Europe
Emilia-Romagna
"I came for the tortellini and stayed because the porticos made me feel like time had paused."
I arrived in Bologna on a Tuesday evening in October, stepped under the porticos on Via dell’Indipendenza, and immediately understood why this city has one of the lowest rates of tourist burnout in Italy. The arcades — forty kilometers of them, some dating to the twelfth century — absorb you into their rhythm before you’ve made a single decision. Rain, sun, cold, it doesn’t matter. You walk under stone. You slow down. A half-liter of Sangiovese appears in your hand.
Emilia-Romagna is not a glamorous region in the way that Tuscany performs glamour, or the Amalfi Coast performs spectacle. It earns its reputation quietly, through accumulation: Parmigiano-Reggiano aged in caves outside Parma, aceto balsamico tradizionale in Modena tended for twenty-five years in a sequence of barrels that shrink as the vinegar concentrates, tortellini in Bologna so specific in their shape that a guild wrote the official dimensions into notarial deed in 1974. Every town along the Via Emilia has this quality — a fierceness about the local thing, a refusal to generalize. In Ferrara they’ll tell you the cappellacci di zucca is not remotely similar to Mantua’s version and they will be right and slightly irritated that you implied otherwise.
I’ve eaten in three-star restaurants in France and Tokyo. The best single meal I’ve had in my life was a trattoria lunch in Parma — culatello, a bowl of anolini in brodo, a wedge of Parmigiano served with honey, a glass of Fortana — that cost me eighteen euros. The cook was a woman in her seventies who has been making the same dishes since the 1980s. That is Emilia-Romagna in miniature: excellence without theater, tradition without nostalgia, pleasure delivered as matter of fact.
When to go: September through November. The harvest is in, the heat is gone, and white truffles from the Apennine foothills start appearing at markets in late October. Spring — April and May — runs a close second. Avoid August, when the region empties as Italians head for the coast and half the trattorias close.
What most guides get wrong: They treat this as a food destination and nothing else, which means they skip Ferrara (one of the best-preserved Renaissance cities in Europe, and almost entirely free of tourist crowds), Ravenna (Byzantine mosaics that will genuinely rearrange your sense of what the fifth century produced), and the Apennine hills above Bologna, where the landscape turns green and complicated and the food gets wilder. Emilia-Romagna is not a theme park for tagliatelle. It is a complete civilization.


## WHAT TO WORK ON
Among the records, which lines include "inside"? List them.

--- MATERIAL PROVIDED Enclosed Below ---

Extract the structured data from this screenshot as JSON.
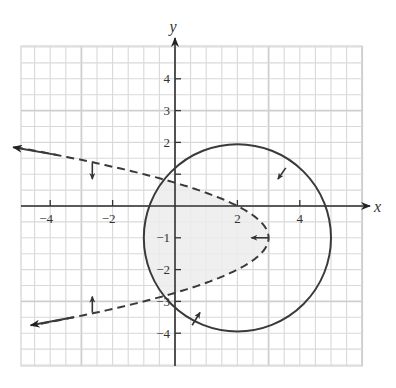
{
  "chart_data": {
    "type": "region-plot",
    "title": "",
    "xlabel": "x",
    "ylabel": "y",
    "xlim": [
      -5,
      6
    ],
    "ylim": [
      -5,
      5
    ],
    "grid": true,
    "grid_step": 0.5,
    "x_ticks": [
      -4,
      -2,
      2,
      4
    ],
    "x_tick_labels": [
      "−4",
      "−2",
      "2",
      "4"
    ],
    "y_ticks": [
      4,
      3,
      2,
      1,
      -1,
      -2,
      -3,
      -4
    ],
    "y_tick_labels": [
      "4",
      "3",
      "2",
      "",
      "−1",
      "−2",
      "−3",
      "−4"
    ],
    "curves": [
      {
        "name": "circle",
        "equation": "(x-2)^2 + (y+1)^2 = 9",
        "center": [
          2,
          -1
        ],
        "radius": 3,
        "style": "solid",
        "shade_side": "inside"
      },
      {
        "name": "parabola",
        "equation": "x = 3 - (y+1)^2",
        "vertex": [
          3,
          -1
        ],
        "opens": "left",
        "style": "dashed",
        "shade_side": "inside (left of vertex)"
      }
    ],
    "shaded_region": "intersection of circle interior and parabola interior",
    "colors": {
      "grid": "#d9d9d9",
      "axis": "#333333",
      "curve": "#3a3a3a",
      "shade": "#ececec"
    }
  }
}
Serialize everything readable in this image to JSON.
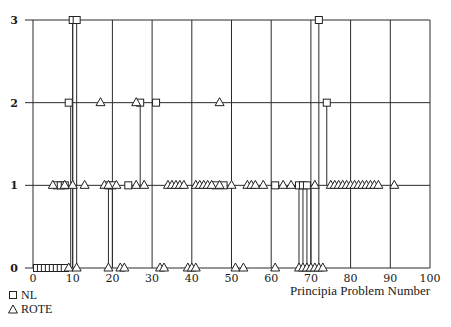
{
  "chart_data": {
    "type": "scatter",
    "title": "",
    "xlabel": "Principia Problem Number",
    "ylabel": "",
    "xlim": [
      0,
      100
    ],
    "ylim": [
      0,
      3
    ],
    "x_ticks": [
      0,
      10,
      20,
      30,
      40,
      50,
      60,
      70,
      80,
      90,
      100
    ],
    "y_ticks": [
      0,
      1,
      2,
      3
    ],
    "grid": true,
    "legend_position": "bottom-left",
    "series": [
      {
        "name": "NL",
        "marker": "square",
        "points": [
          [
            1,
            0
          ],
          [
            2,
            0
          ],
          [
            3,
            0
          ],
          [
            4,
            0
          ],
          [
            5,
            0
          ],
          [
            6,
            0
          ],
          [
            7,
            0
          ],
          [
            8,
            0
          ],
          [
            6,
            1
          ],
          [
            7,
            1
          ],
          [
            8,
            1
          ],
          [
            9,
            2
          ],
          [
            10,
            3
          ],
          [
            11,
            3
          ],
          [
            19,
            1
          ],
          [
            20,
            1
          ],
          [
            24,
            1
          ],
          [
            27,
            2
          ],
          [
            31,
            2
          ],
          [
            46,
            1
          ],
          [
            48,
            1
          ],
          [
            61,
            1
          ],
          [
            67,
            1
          ],
          [
            68,
            1
          ],
          [
            69,
            1
          ],
          [
            72,
            3
          ],
          [
            74,
            2
          ]
        ]
      },
      {
        "name": "ROTE",
        "marker": "triangle",
        "points": [
          [
            9,
            0
          ],
          [
            11,
            0
          ],
          [
            5,
            1
          ],
          [
            8,
            1
          ],
          [
            10,
            1
          ],
          [
            13,
            1
          ],
          [
            17,
            2
          ],
          [
            18,
            1
          ],
          [
            19,
            1
          ],
          [
            21,
            1
          ],
          [
            26,
            1
          ],
          [
            28,
            1
          ],
          [
            19,
            0
          ],
          [
            22,
            0
          ],
          [
            23,
            0
          ],
          [
            26,
            2
          ],
          [
            32,
            0
          ],
          [
            33,
            0
          ],
          [
            34,
            1
          ],
          [
            35,
            1
          ],
          [
            36,
            1
          ],
          [
            37,
            1
          ],
          [
            38,
            1
          ],
          [
            39,
            0
          ],
          [
            40,
            0
          ],
          [
            41,
            0
          ],
          [
            41,
            1
          ],
          [
            42,
            1
          ],
          [
            43,
            1
          ],
          [
            44,
            1
          ],
          [
            45,
            1
          ],
          [
            47,
            2
          ],
          [
            47,
            1
          ],
          [
            50,
            1
          ],
          [
            51,
            0
          ],
          [
            53,
            0
          ],
          [
            54,
            1
          ],
          [
            55,
            1
          ],
          [
            56,
            1
          ],
          [
            58,
            1
          ],
          [
            61,
            0
          ],
          [
            63,
            1
          ],
          [
            65,
            1
          ],
          [
            67,
            0
          ],
          [
            68,
            0
          ],
          [
            69,
            0
          ],
          [
            70,
            0
          ],
          [
            71,
            0
          ],
          [
            72,
            0
          ],
          [
            73,
            0
          ],
          [
            71,
            1
          ],
          [
            75,
            1
          ],
          [
            76,
            1
          ],
          [
            77,
            1
          ],
          [
            78,
            1
          ],
          [
            79,
            1
          ],
          [
            80,
            1
          ],
          [
            81,
            1
          ],
          [
            82,
            1
          ],
          [
            83,
            1
          ],
          [
            84,
            1
          ],
          [
            85,
            1
          ],
          [
            86,
            1
          ],
          [
            87,
            1
          ],
          [
            91,
            1
          ]
        ]
      }
    ],
    "stems": [
      {
        "x": 9.5,
        "from": 0,
        "to": 2
      },
      {
        "x": 10,
        "from": 0,
        "to": 3
      },
      {
        "x": 11,
        "from": 0,
        "to": 3
      },
      {
        "x": 19,
        "from": 0,
        "to": 1
      },
      {
        "x": 20,
        "from": 0,
        "to": 1
      },
      {
        "x": 27,
        "from": 1,
        "to": 2
      },
      {
        "x": 67,
        "from": 0,
        "to": 1
      },
      {
        "x": 68,
        "from": 0,
        "to": 1
      },
      {
        "x": 69,
        "from": 0,
        "to": 1
      },
      {
        "x": 70,
        "from": 0,
        "to": 1
      },
      {
        "x": 72,
        "from": 0,
        "to": 3
      },
      {
        "x": 74,
        "from": 1,
        "to": 2
      }
    ]
  },
  "legend": {
    "nl_label": "NL",
    "rote_label": "ROTE"
  },
  "axis": {
    "xlabel": "Principia Problem Number"
  }
}
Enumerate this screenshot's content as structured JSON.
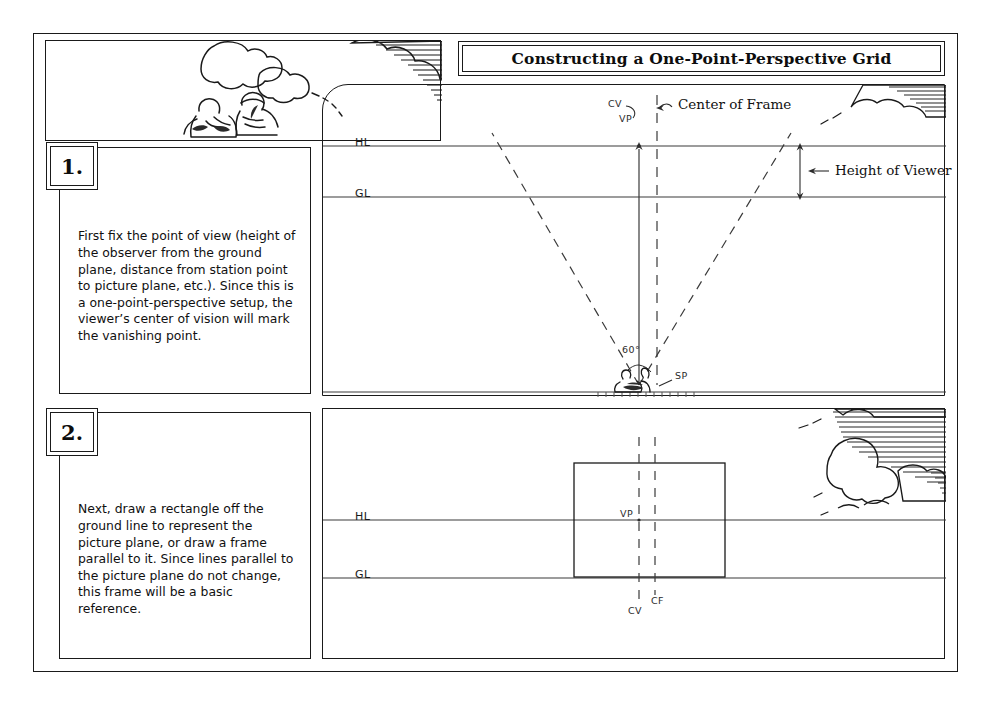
{
  "document": {
    "title": "Constructing a One-Point-Perspective Grid"
  },
  "steps": [
    {
      "number": "1.",
      "text": "First fix the point of view (height of the observer from the ground plane, distance from station point to picture plane, etc.). Since this is a one-point-perspective setup, the viewer’s center of vision will mark the vanishing point."
    },
    {
      "number": "2.",
      "text": "Next, draw a rectangle off the ground line to represent the picture plane, or draw a frame parallel to it. Since lines parallel to the picture plane do not change, this frame will be a basic reference."
    }
  ],
  "diagram_1": {
    "name": "point-of-view-setup",
    "labels": {
      "horizon_line": "HL",
      "ground_line": "GL",
      "center_of_vision": "CV",
      "vanishing_point": "VP",
      "center_of_frame": "Center of Frame",
      "height_of_viewer": "Height of Viewer",
      "cone_of_vision_angle": "60°",
      "station_point": "SP"
    }
  },
  "diagram_2": {
    "name": "picture-plane-frame",
    "labels": {
      "horizon_line": "HL",
      "ground_line": "GL",
      "vanishing_point": "VP",
      "center_of_vision": "CV",
      "center_of_frame": "CF"
    }
  },
  "colors": {
    "ink": "#1a1a1a",
    "paper": "#ffffff",
    "construction_line": "#555555"
  }
}
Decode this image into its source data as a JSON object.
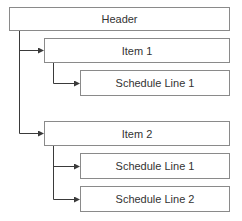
{
  "diagram": {
    "header": {
      "label": "Header"
    },
    "items": [
      {
        "label": "Item 1",
        "schedule_lines": [
          {
            "label": "Schedule Line 1"
          }
        ]
      },
      {
        "label": "Item 2",
        "schedule_lines": [
          {
            "label": "Schedule Line 1"
          },
          {
            "label": "Schedule Line 2"
          }
        ]
      }
    ],
    "colors": {
      "line": "#3a3a3a",
      "box_border": "#8a8a8a",
      "text": "#333333"
    }
  }
}
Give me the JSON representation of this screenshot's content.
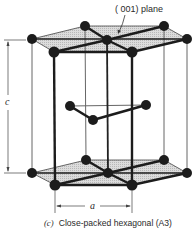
{
  "figure": {
    "plane_label": "( 001) plane",
    "c_label": "c",
    "a_label": "a",
    "caption_prefix": "(c)",
    "caption_text": "Close-packed hexagonal (A3)"
  },
  "colors": {
    "atom": "#1c1c1c",
    "edge": "#222222",
    "plane_fill": "#cfcfcf",
    "thin_line": "#555555"
  },
  "atoms": {
    "top": [
      [
        32,
        39
      ],
      [
        85,
        26
      ],
      [
        107,
        40
      ],
      [
        164,
        26
      ],
      [
        187,
        39
      ],
      [
        54,
        52
      ],
      [
        132,
        52
      ]
    ],
    "middle": [
      [
        70,
        106
      ],
      [
        146,
        105
      ],
      [
        93,
        120
      ]
    ],
    "bottom": [
      [
        32,
        173
      ],
      [
        86,
        160
      ],
      [
        108,
        173
      ],
      [
        164,
        160
      ],
      [
        187,
        173
      ],
      [
        55,
        185
      ],
      [
        132,
        185
      ]
    ]
  }
}
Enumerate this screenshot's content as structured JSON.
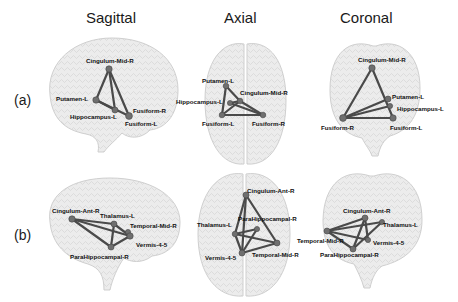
{
  "columns": [
    "Sagittal",
    "Axial",
    "Coronal"
  ],
  "rows": [
    "(a)",
    "(b)"
  ],
  "colors": {
    "edge": "#4a4a4a",
    "node": "#6f6f6f",
    "brain": "#e8e8e8",
    "brain_edge": "#c9c9c9"
  },
  "panels": {
    "a_sagittal": {
      "nodes": [
        {
          "label": "Cingulum-Mid-R",
          "x": 109,
          "y": 69,
          "lx": 86,
          "ly": 63
        },
        {
          "label": "Putamen-L",
          "x": 96,
          "y": 100,
          "lx": 56,
          "ly": 101
        },
        {
          "label": "Hippocampus-L",
          "x": 115,
          "y": 110,
          "lx": 70,
          "ly": 119
        },
        {
          "label": "Fusiform-R",
          "x": 129,
          "y": 116,
          "lx": 133,
          "ly": 113
        },
        {
          "label": "Fusiform-L",
          "x": 128,
          "y": 117,
          "lx": 125,
          "ly": 126
        }
      ]
    },
    "a_axial": {
      "nodes": [
        {
          "label": "Putamen-L",
          "x": 226,
          "y": 86,
          "lx": 202,
          "ly": 83
        },
        {
          "label": "Cingulum-Mid-R",
          "x": 240,
          "y": 101,
          "lx": 240,
          "ly": 95
        },
        {
          "label": "Hippocampus-L",
          "x": 230,
          "y": 103,
          "lx": 176,
          "ly": 104
        },
        {
          "label": "Fusiform-L",
          "x": 222,
          "y": 115,
          "lx": 202,
          "ly": 126
        },
        {
          "label": "Fusiform-R",
          "x": 263,
          "y": 115,
          "lx": 252,
          "ly": 126
        }
      ]
    },
    "a_coronal": {
      "nodes": [
        {
          "label": "Cingulum-Mid-R",
          "x": 372,
          "y": 68,
          "lx": 358,
          "ly": 62
        },
        {
          "label": "Putamen-L",
          "x": 388,
          "y": 99,
          "lx": 392,
          "ly": 99
        },
        {
          "label": "Hippocampus-L",
          "x": 390,
          "y": 106,
          "lx": 397,
          "ly": 111
        },
        {
          "label": "Fusiform-R",
          "x": 343,
          "y": 118,
          "lx": 321,
          "ly": 130
        },
        {
          "label": "Fusiform-L",
          "x": 393,
          "y": 118,
          "lx": 390,
          "ly": 130
        }
      ]
    },
    "b_sagittal": {
      "nodes": [
        {
          "label": "Cingulum-Ant-R",
          "x": 72,
          "y": 219,
          "lx": 52,
          "ly": 213
        },
        {
          "label": "Thalamus-L",
          "x": 114,
          "y": 224,
          "lx": 100,
          "ly": 218
        },
        {
          "label": "Temporal-Mid-R",
          "x": 128,
          "y": 232,
          "lx": 130,
          "ly": 228
        },
        {
          "label": "Vermis-4-5",
          "x": 130,
          "y": 236,
          "lx": 136,
          "ly": 247
        },
        {
          "label": "ParaHippocampal-R",
          "x": 111,
          "y": 247,
          "lx": 70,
          "ly": 259
        }
      ]
    },
    "b_axial": {
      "nodes": [
        {
          "label": "Cingulum-Ant-R",
          "x": 246,
          "y": 195,
          "lx": 247,
          "ly": 193
        },
        {
          "label": "ParaHippocampal-R",
          "x": 257,
          "y": 229,
          "lx": 238,
          "ly": 221
        },
        {
          "label": "Thalamus-L",
          "x": 235,
          "y": 234,
          "lx": 197,
          "ly": 227
        },
        {
          "label": "Temporal-Mid-R",
          "x": 277,
          "y": 243,
          "lx": 252,
          "ly": 257
        },
        {
          "label": "Vermis-4-5",
          "x": 242,
          "y": 253,
          "lx": 205,
          "ly": 260
        }
      ]
    },
    "b_coronal": {
      "nodes": [
        {
          "label": "Cingulum-Ant-R",
          "x": 365,
          "y": 218,
          "lx": 343,
          "ly": 213
        },
        {
          "label": "Thalamus-L",
          "x": 382,
          "y": 222,
          "lx": 383,
          "ly": 227
        },
        {
          "label": "Temporal-Mid-R",
          "x": 327,
          "y": 231,
          "lx": 297,
          "ly": 243
        },
        {
          "label": "Vermis-4-5",
          "x": 368,
          "y": 240,
          "lx": 373,
          "ly": 245
        },
        {
          "label": "ParaHippocampal-R",
          "x": 353,
          "y": 249,
          "lx": 320,
          "ly": 257
        }
      ]
    }
  }
}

--- End of Enclosed MATERIAL PROVIDED ---

## ANSWER SECTION
        "shade_side": "inside"
        "shade_side": "inside (left of vertex)"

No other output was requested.